Longest Common Subsequence
Longest Common Subsequence
Category
Dynamic Programming
Difficulty
Hard
Problem Statement
Given two strings, find the longest common subsequence (LCS). A subsequence is a sequence of characters that appears in the same relative order in both strings, but not necessarily contiguously. Return the LCS itself (not just its length).
Intuition
If the last characters of both strings match, that character is part of the LCS, and we recurse on both strings with the last character removed. If they do not match, the LCS is the longer of the two results obtained by removing the last character of one string or the other. This overlapping subproblem structure makes dynamic programming ideal.
We build a 2D table where dp[i][j] represents the length of the LCS of the first i characters of string1 and the first j characters of string2. After filling the table, we backtrack to reconstruct the actual subsequence.
Approach
- Create a 2D table
dpof size (n+1) x (m+1), initialized to 0. - Fill the table:
- If
str1[i-1] == str2[j-1]:dp[i][j] = dp[i-1][j-1] + 1. - Else:
dp[i][j] = max(dp[i-1][j], dp[i][j-1]).
- If
- Backtrack from
dp[n][m]to reconstruct the LCS:- If characters match, include the character and move diagonally.

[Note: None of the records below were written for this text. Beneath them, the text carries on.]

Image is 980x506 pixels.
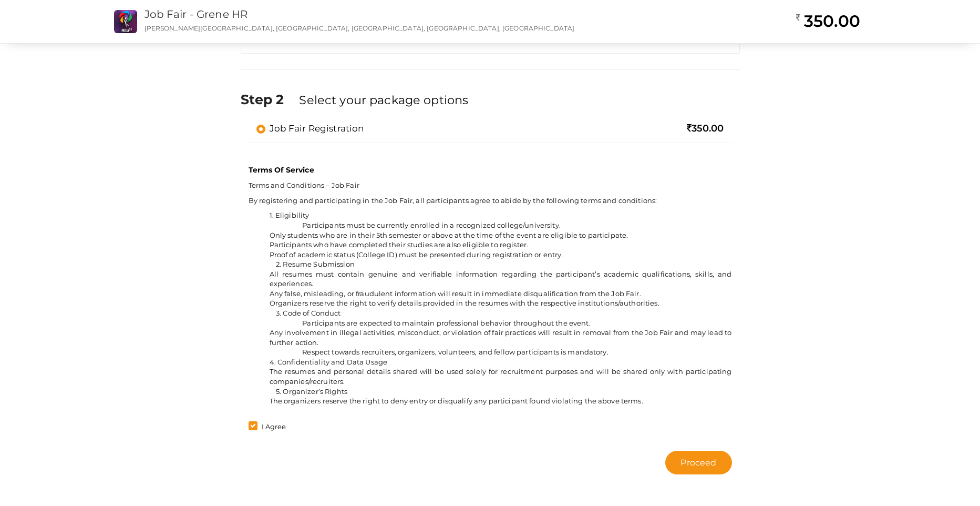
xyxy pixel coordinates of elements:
[144,8,248,20] a: Job Fair - Grene HR
[270,327,732,347] li: Any involvement in illegal activities, misconduct, or violation of fair practices will result in ...
[796,11,860,32] h2: 350.00
[276,387,347,396] span: 5. Organizer’s Rights
[687,123,724,134] span: 350.00
[240,90,297,109] label: Step 2
[270,210,732,220] li: 1. Eligibility
[270,250,732,259] li: Proof of academic status (College ID) must be presented during registration or entry.
[302,347,608,356] span: Respect towards recruiters, organizers, volunteers, and fellow participants is mandatory.
[270,357,732,367] li: 4. Confidentiality and Data Usage
[114,10,137,33] img: CS2O7UHK_small.png
[299,91,468,108] label: Select your package options
[249,196,658,205] span: By registering and participating in the Job Fair, all participants agree to abide by the followin...
[302,318,591,327] span: Participants are expected to maintain professional behavior throughout the event.
[270,396,732,406] li: The organizers reserve the right to deny entry or disqualify any participant found violating the ...
[249,165,732,175] p: Terms Of Service
[270,289,732,299] li: Any false, misleading, or fraudulent information will result in immediate disqualification from t...
[270,298,732,308] li: Organizers reserve the right to verify details provided in the resumes with the respective instit...
[144,24,635,33] p: [PERSON_NAME][GEOGRAPHIC_DATA], [GEOGRAPHIC_DATA], [GEOGRAPHIC_DATA], [GEOGRAPHIC_DATA], [GEOGRAP...
[270,230,732,240] li: Only students who are in their 5th semester or above at the time of the event are eligible to par...
[302,221,561,229] span: Participants must be currently enrolled in a recognized college/university.
[270,269,732,289] li: All resumes must contain genuine and verifiable information regarding the participant’s academic ...
[276,309,341,317] span: 3. Code of Conduct
[249,180,732,190] p: Terms and Conditions – Job Fair
[681,457,717,468] span: Proceed
[270,366,732,386] li: The resumes and personal details shared will be used solely for recruitment purposes and will be ...
[665,450,731,474] button: Proceed
[249,421,286,432] label: I Agree
[276,259,355,268] span: 2. Resume Submission
[270,240,732,250] li: Participants who have completed their studies are also eligible to register.
[257,122,364,135] label: Job Fair Registration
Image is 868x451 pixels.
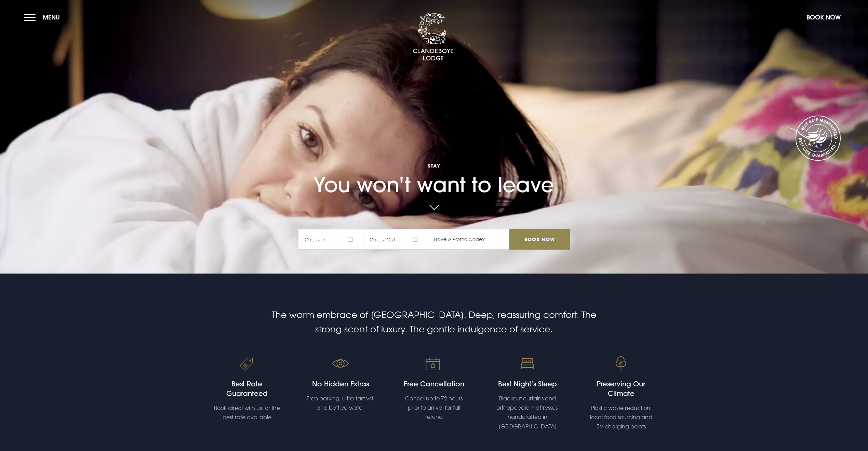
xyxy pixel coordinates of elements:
h4: Best Rate Guaranteed [213,380,282,399]
h4: Free Cancellation [399,380,469,389]
img: Tailored bespoke events venue [422,352,446,376]
p: Blackout curtains and orthopaedic mattresses, handcrafted in [GEOGRAPHIC_DATA] [493,395,563,431]
span: Stay [299,162,569,169]
span: Check Out [363,229,428,250]
img: No hidden fees [328,352,353,376]
img: Event venue Bangor, Northern Ireland [610,352,634,376]
button: Menu [24,10,63,25]
h4: Preserving Our Climate [586,380,656,399]
input: Have A Promo Code? [428,229,509,250]
p: Cancel up to 72 hours prior to arrival for full refund [399,395,469,422]
span: Menu [43,13,60,21]
p: Free parking, ultra-fast wifi and bottled water [305,395,376,412]
img: Best rate guaranteed [235,352,259,376]
button: Book Now [804,10,844,25]
h4: No Hidden Extras [305,380,376,389]
p: Plastic waste reduction, local food sourcing and EV charging points [586,404,656,432]
span: The warm embrace of [GEOGRAPHIC_DATA]. Deep, reassuring comfort. The strong scent of luxury. The ... [272,310,597,334]
h4: Best Night’s Sleep [493,380,563,389]
img: Clandeboye Lodge [413,13,454,61]
span: Check In [299,229,363,250]
p: Book direct with us for the best rate available [213,404,282,422]
input: Book Now [509,229,569,250]
img: Orthopaedic mattresses sleep [516,352,540,376]
h1: You won't want to leave [299,135,569,197]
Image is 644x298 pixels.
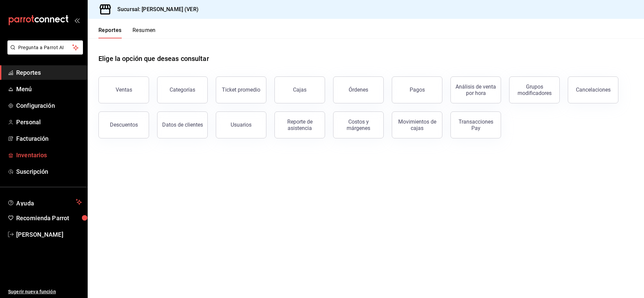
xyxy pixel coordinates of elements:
button: Movimientos de cajas [392,111,442,138]
button: Cancelaciones [568,76,618,104]
button: Ticket promedio [216,76,267,104]
span: [PERSON_NAME] [16,230,82,239]
button: Reportes [98,27,122,38]
div: Ventas [116,86,132,93]
div: Transacciones Pay [455,119,497,131]
span: Personal [16,117,82,127]
button: Datos de clientes [157,111,208,138]
span: Facturación [16,134,82,143]
button: Pagos [392,76,442,104]
span: Inventarios [16,151,82,160]
div: Ticket promedio [222,86,260,93]
div: Grupos modificadores [513,83,555,97]
div: Pagos [410,86,425,93]
div: Costos y márgenes [338,119,379,131]
div: Usuarios [231,122,252,128]
span: Menú [16,85,82,94]
a: Pregunta a Parrot AI [5,49,83,56]
div: Movimientos de cajas [396,119,438,131]
button: open_drawer_menu [74,17,79,23]
button: Grupos modificadores [509,76,559,104]
button: Descuentos [98,111,149,138]
button: Reporte de asistencia [274,111,325,138]
h1: Elige la opción que deseas consultar [98,54,209,64]
span: Sugerir nueva función [8,288,82,296]
button: Análisis de venta por hora [450,76,501,104]
div: Categorías [169,86,195,93]
span: Configuración [16,101,82,110]
button: Costos y márgenes [333,111,383,138]
span: Recomienda Parrot [16,213,82,223]
button: Ventas [98,76,149,104]
button: Transacciones Pay [450,111,501,138]
span: Suscripción [16,167,82,176]
div: navigation tabs [98,27,156,38]
a: Cajas [274,76,325,104]
button: Órdenes [333,76,383,104]
button: Resumen [132,27,156,38]
button: Pregunta a Parrot AI [7,41,83,55]
div: Cajas [293,86,306,94]
div: Órdenes [349,86,368,93]
div: Descuentos [110,122,138,128]
div: Reporte de asistencia [279,119,321,131]
span: Reportes [16,68,82,77]
div: Datos de clientes [162,122,203,128]
div: Cancelaciones [576,86,611,93]
h3: Sucursal: [PERSON_NAME] (VER) [112,5,199,14]
button: Usuarios [216,111,267,138]
span: Pregunta a Parrot AI [18,44,73,51]
button: Categorías [157,76,208,104]
span: Ayuda [16,198,73,206]
div: Análisis de venta por hora [455,83,497,97]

- Otherwise, move in the direction of the larger value.
Pseudocode
function longestCommonSubsequence(str1, str2):
n = length(str1)
m = length(str2)
dp = 2D array of (n + 1) x (m + 1), initialized to 0
for i from 1 to n:
for j from 1 to m:
if str1[i - 1] == str2[j - 1]:
dp[i][j] = dp[i - 1][j - 1] + 1
else:
dp[i][j] = max(dp[i - 1][j], dp[i][j - 1])
// Backtrack to find the LCS
lcs = []
i = n, j = m
while i > 0 and j > 0:
if str1[i - 1] == str2[j - 1]:
lcs.prepend(str1[i - 1])
i -= 1
j -= 1
else if dp[i - 1][j] > dp[i][j - 1]:
i -= 1
else:
j -= 1
return lcs
Time & Space Complexity
- Time: O(n * m), where n and m are the lengths of the two strings. Every cell is computed once, and backtracking takes O(n + m).
- Space: O(n * m) for the DP table. If only the length is needed (not the actual subsequence), space can be reduced to O(min(n, m)) using two rows.
Key Insights
- LCS is fundamentally different from longest common substring: subsequences do not require contiguity.
- The backtracking step is essential for recovering the actual subsequence from the DP table.
- There may be multiple LCS of the same length; the backtracking procedure returns one of them.
- LCS has applications in diff tools, DNA sequence alignment, and version control systems.
- The problem is related to edit distance: edit distance = n + m - 2 * LCS_length (when only insertions and deletions are allowed).
Edge Cases
- One or both strings are empty: the LCS is empty.
- Identical strings: the LCS is the string itself.
- No common characters: the LCS is empty.
- One string is a subsequence of the other: the LCS is the shorter string.
- Strings of length 1: the LCS is that character if it appears in both, otherwise empty.